Performance Management: Evaluation or Empowerment?

What if performance evaluations were actually tools to optimize employee engagement and performance? 

It’s long been argued by many HR professionals, researchers, managers, and employees that performance management evaluations do little to enhance employee performance and engagement.[1]Over 58% of HR executives in a recent study from the Center for Effective Organizations graded their own performance management systems as C or below.   Recent research on autonomy motivation indicates that current performance evaluation practices may actually serve to reduce employee motivation and engagement, particularly if emphasis is placed on manager ratings of employees explicitly tied to financial rewards. It’s no wonder that researchers have long suggested that doing away with the current process of standardized year-end performance evaluations might actually improve employee morale and engagement. Replacing your standardized year-end performance evaluations with HR Analytics may help your company to find other pain points within management.

But what if performance evaluations were actually designed to optimize employee engagement and performance?  What would the process look like?  How would the forms be designed? What content would be assessed? What data and metrics would managers and employees most want to capture to enhance individual and organizational performance?   Here are some thoughts to prompt discussion on this mission critical function:

  1. The primary purpose would be knowledge management in the service of performance management – to generate knowledge about what factors enhance or inhibit operational effectiveness and the quality of outputs/outcomes.
  2. The primary content to be assessed would be people and process contributions and barriers to operational effectiveness and quality of work outputs/outcomes – not individual performance in abstraction from process.
  3. Evaluations would be employee and peer centric, not manager centric.  Employees and their peers doing the work (team members or others participating in a defined business process) would evaluate performance of (a) the overall effectiveness of the process, including factors that inhibited or enhanced effectiveness and quality of output, and  (b) their individual contribution to the process and quality of output – strengths and limitations.
  4. Quality job descriptions would become strategically important for effectively managing performance.  Evaluation forms would focus on performance of role-specific responsibilities that accurately reflect the business processes related to the employee’s job and/or the functional teams on which the individual participates.
  5. Evaluation of performance related to departmental and team goals would also be relevant – particularly for sales positions and higher level managerial positions managing to specific performance metrics.  Behavioral factors / competencies would be identified as factors that either enhance or inhibit process effectiveness and quality of outputs.
  6. Year-end compensation decisions would be conducted separately from these evaluation processes, and would be based on (a) achievement of relevant business process efficiencies and effectiveness and quality of outputs over the year, and (b) manager-employee assessment of the employee’s contribution to those results.
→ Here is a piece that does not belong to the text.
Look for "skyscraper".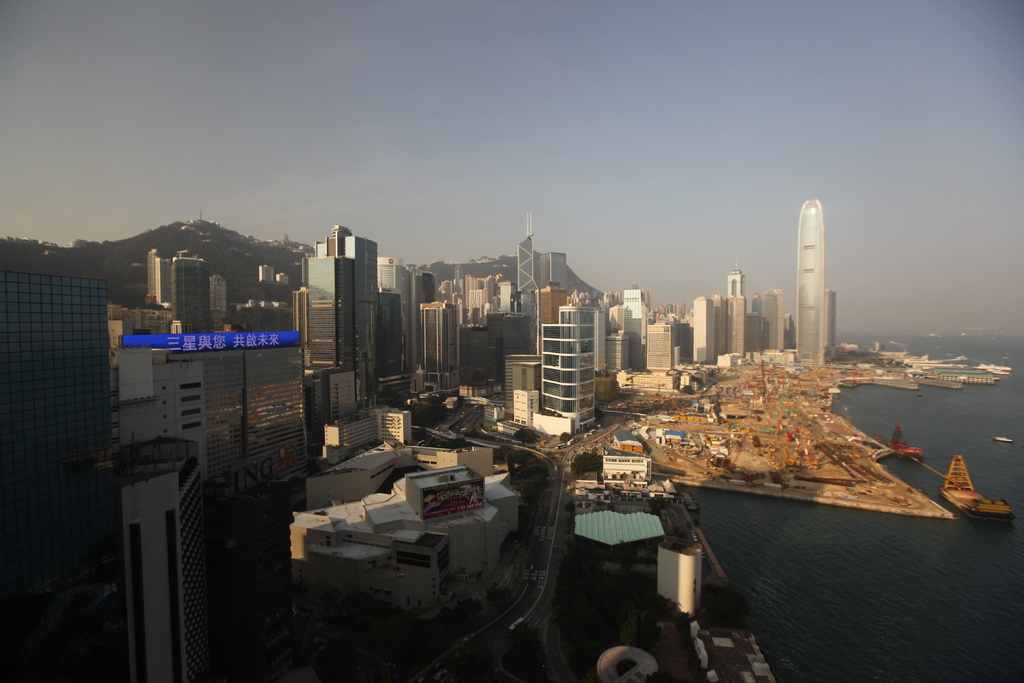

What keeps us from breaking out of the old evaluation paradigm and orienting our processes toward empowerment of employees and process and quality improvement?  In the opinion of this researcher/practitioner, here’s why:

  • HR is still overly focused on compliance and legal defensibility regarding management of employees, rather than optimizing performance.
  • Performance evaluations are overly focused on justifying individual compensation and discipline decisions rather than actually trying to optimize performance.
  • Organizations and technology providers have failed to meaningfully integrate performance evaluation processes and metrics with ongoing business process improvement efforts –both from a process and technology perspective.
  • Job description content and competency profiles do not accurately reflect the actual work being done and the processes and outcomes expected.

We see performance management through the four lenses of process, content, technology, and analytics.  Performance management systems that look for shortcuts also short change employees, managers, and their organizations.  Haven’t we had enough of the old employee evaluation paradigm?  Isn’t it time to consider employee empowerment through knowledge sharing in the service of ongoing performance improvement?

Your thoughts?


[1]Coens, T. & Jenkins, M. (2000).  Abolishing Performance Appraisals: Why they backfire and what to do instead. San Francisco: Berrett-Koehler Publishers, Inc. Buckingham, M. & Coffman, C. (1999). First, Break All the Rules: What the world’s greatest managers do differently. Pages 222-229 on Performance Management.  New York: Simon & Schuster. Pink, D.H. (2009). Drive: The surprising truth about what motivates us. New York: Riverhead Books.